CF 453B - Little Pony and Harmony Chest

We are given a sequence of integers a1, a2, ..., an with values between 1 and 30, and we need to construct another sequence b1, b2, ..., bn of positive integers such that every pair in b is coprime.

CF 453B - Little Pony and Harmony Chest

Rating: 2000
Tags: bitmasks, brute force, dp
Solve time: 1m 19s
Verified: yes

Solution

Problem Understanding

We are given a sequence of integers a1, a2, ..., an with values between 1 and 30, and we need to construct another sequence b1, b2, ..., bn of positive integers such that every pair in b is coprime. The goal is to minimize the sum of absolute differences between corresponding elements of a and b, that is, minimize |a1 - b1| + |a2 - b2| + ... + |an - bn|.

The key constraints are that n can be up to 100, which is small enough that algorithms with cubic or quadratic factors in n can be feasible. Each ai is at most 30, which limits the potential candidate values for bi. The coprimality condition is global: no two bi can share a prime factor, so we cannot choose the sequence greedily without keeping track of primes already used.

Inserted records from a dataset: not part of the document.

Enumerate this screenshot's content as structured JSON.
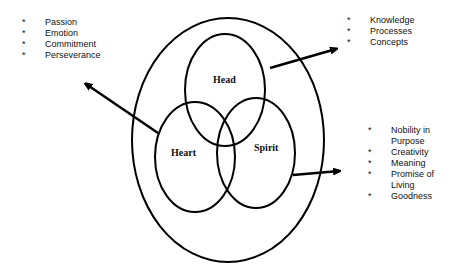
{
  "diagram": {
    "circles": {
      "head": {
        "label": "Head"
      },
      "heart": {
        "label": "Heart"
      },
      "spirit": {
        "label": "Spirit"
      }
    },
    "lists": {
      "heart_traits": {
        "bullet": "*",
        "items": [
          "Passion",
          "Emotion",
          "Commitment",
          "Perseverance"
        ]
      },
      "head_traits": {
        "bullet": "*",
        "items": [
          "Knowledge",
          "Processes",
          "Concepts"
        ]
      },
      "spirit_traits": {
        "bullet": "*",
        "items": [
          "Nobility in Purpose",
          "Creativity",
          "Meaning",
          "Promise of Living",
          "Goodness"
        ]
      }
    },
    "colors": {
      "stroke": "#000000",
      "background": "#ffffff",
      "text": "#111111"
    }
  }
}
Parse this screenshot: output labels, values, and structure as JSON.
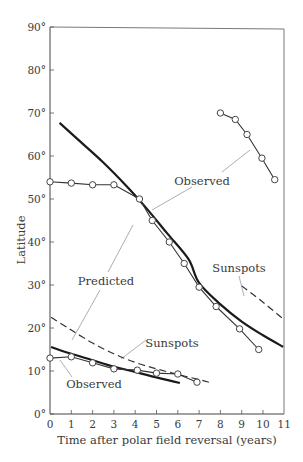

Non-obvious edge cases include sequences where all ai are equal, like 1 1 1 1 1. In this case, the optimal bi may also be all ones if the coprimality constraint allows it. Another tricky situation is when ai are multiples of small primes, e.g., 2 4 8 16. A naive greedy choice picking each ai directly would violate coprimality. Similarly, if ai contains primes that repeat, careful selection of nearby coprime numbers is required to minimize the sum.

Approaches

The brute-force approach would enumerate all possible sequences b of length n where each bi is in the range [1, 60] (we can extend slightly beyond the maximum ai to allow coprime flexibility). For each candidate sequence, we would check coprimality for all pairs and compute the sum. This works because for any fixed sequence of length n=100, there are roughly 60^100 combinations, which is astronomically large and infeasible. Even with pruning, the approach is too slow.

The key insight is that bi values can be mapped to subsets of prime numbers using bitmasks. Each integer between 1 and 60 can be represented by the set of its prime factors. If we maintain a bitmask of primes already used in previous bi, we can efficiently check whether a new candidate bi is coprime with the sequence so far. This reduces the problem to dynamic programming over positions in the array and subsets of primes.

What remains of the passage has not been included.